USA, Visual Arts, 1978

Agnes
Denes

Agnes Denes (born 1931 in Budapest) was selected for a scholarship from the DAAD Artists-in-Berlin Programme (BKP) in 1978, but was unable to take it up. Her artistic practice, which she also describes as “visual philosophy,” includes poetic and philosophical writings, detailed drawings on graph paper, sculptures, and iconic works of Land Art. In 1972 Denes was a founding member of the A.I.R. Gallery (Artists in Residence, Inc.), the first not-for-profit, artist-directed and maintained gallery for women artists in the United States. Denes pioneered a conceptual form of art that employs scientific methods and addresses ecological issues from a philosophical perspective. Among her earliest works of this kind are Bird Project—sketched when she was still a teenager in Sweden and partially realized in 1988/89 in New York—which compares migrating bird colonies to migrating people, and Rice/Tree/Burial (1968), which is recognized as the first site-specific performance piece with ecological concerns, and was re-enacted in 1977 during Denes’ residency at Artpark in Lewiston, New York. In this symbolic “event,” she planted a half-acre field of rice above the spot where Niagara Falls originally formed; this site, however had also been an industrial dumping ground. A further act involved chaining trees together in a forest, and on August 20, 1979 Denes also buried a time capsule containing students’ responses to existential questions about human values, the quality of life, and the future of humanity. The capsule is to be opened in 2979, in the thirtieth century.

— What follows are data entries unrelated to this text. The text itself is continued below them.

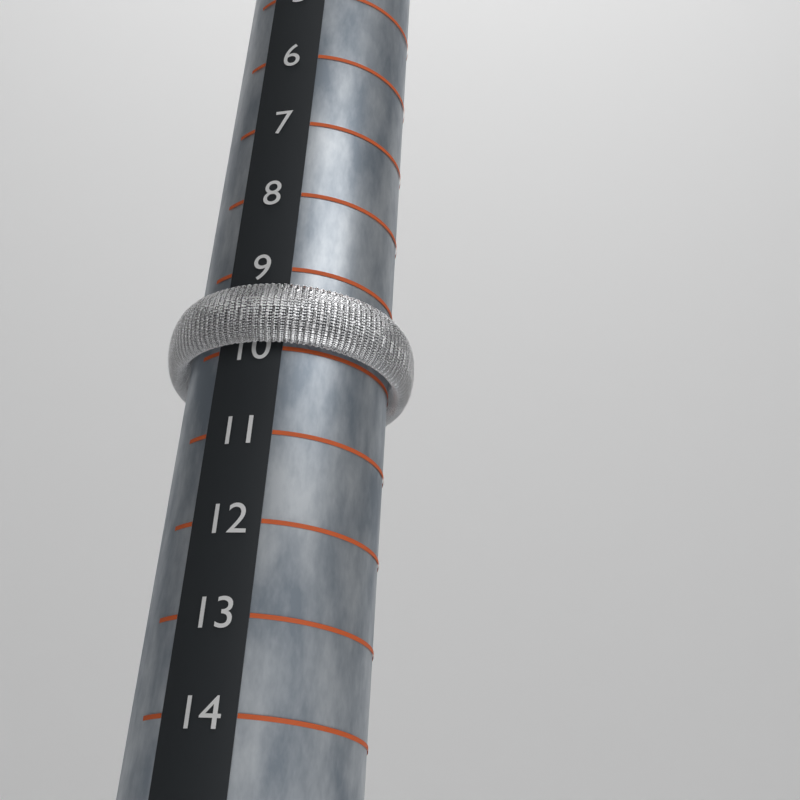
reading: 10 (no unit)
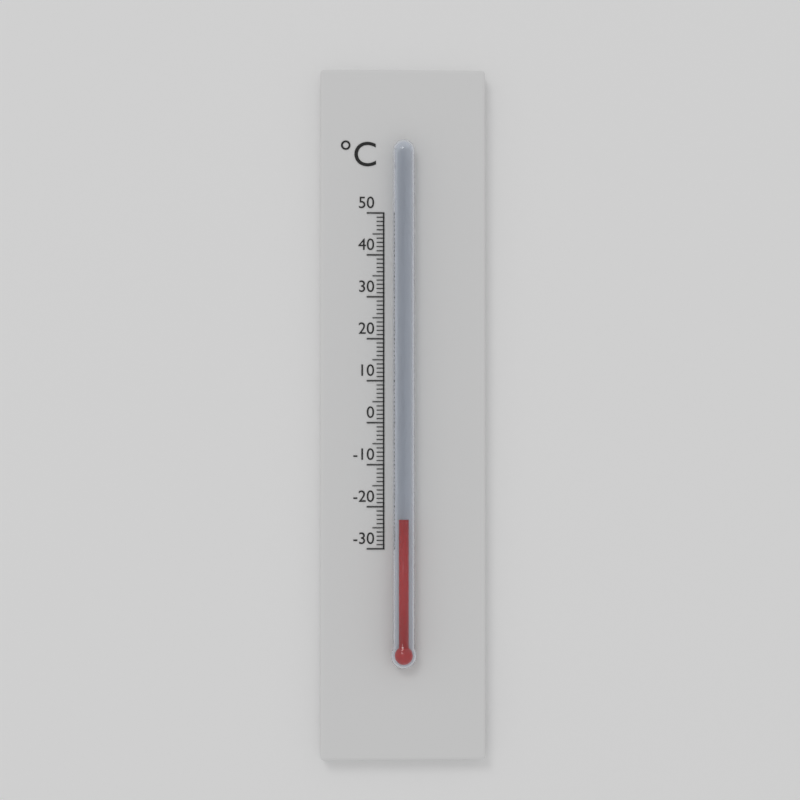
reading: -23 °C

In April 1978, the Artists-in-Berlin Program organized an exhibition of Denes’ work entitled Sculptures of the Mind/Philosophical Drawings, which was shown at the Amerika Haus in Berlin. It featured a number of her serial works that are conceived as analytical exchanges between different disciplines, and mainly take the form of ink drawings on graph paper—including Map Projections: Study of Distortions (1974–76) and Pyramidal Projections, also known as Pyramid Series (1974–76)—, the series Human Dust (1974), as well as a documentation of Rice/Tree/Burial (1977). The Artists-in-Berlin Program published a catalogue to accompany the exhibition.

In 1982, Agnes Denes created what is perhaps her best-known and most ambitious work, Wheatfield–A Confrontation. With the support of the Public Art Fund, she planted a two-acre field of wheat on a landfill site in Lower Manhattan that later became Battery Park City. The crop of wheat was maintained for a period of four months before being harvested. What remains of this project is a series of iconic photographic images of the field of wheat with the Statue of Liberty and the World Trade Center in the background. In 1996 Denes created Tree Mountain–A Living Time Capsule, a monumental earthwork in the form of a man-made forest on a pyramid-shaped mound in western Finland; the site is legally protected for the next four hundred years. The earth sculpture The Living Pyramid, which she originally created in 2005 for the Socrates Sculpture Park in Long Island City, New York, was recreated in 2017 for documenta 14 in Kassel. Denes’ environmentally oriented projects have a particular relevance in today’s world; this is reflected, among others, by the inclusion of Wheatfield–A Confrontation in the 2020 exhibition Down to Earth at the Gropius Bau in Berlin.

Agnes Denes participated in documenta 6 and 14 (1977 and 2017), and took part in the 38th, 39th, and 49th Venice Biennale (1978, 1980, and 2001). Works by Denes are in the collections of the Museum of Modern Art, the Metropolitan Museum of Art, and the Whitney Museum of American Art, New York. In 1992 a retrospective of her work was shown at the Herbert F. Johnson Museum of Art, Cornell University, Ithaca, and in 2019 a comprehensive survey was presented at The Shed, New York.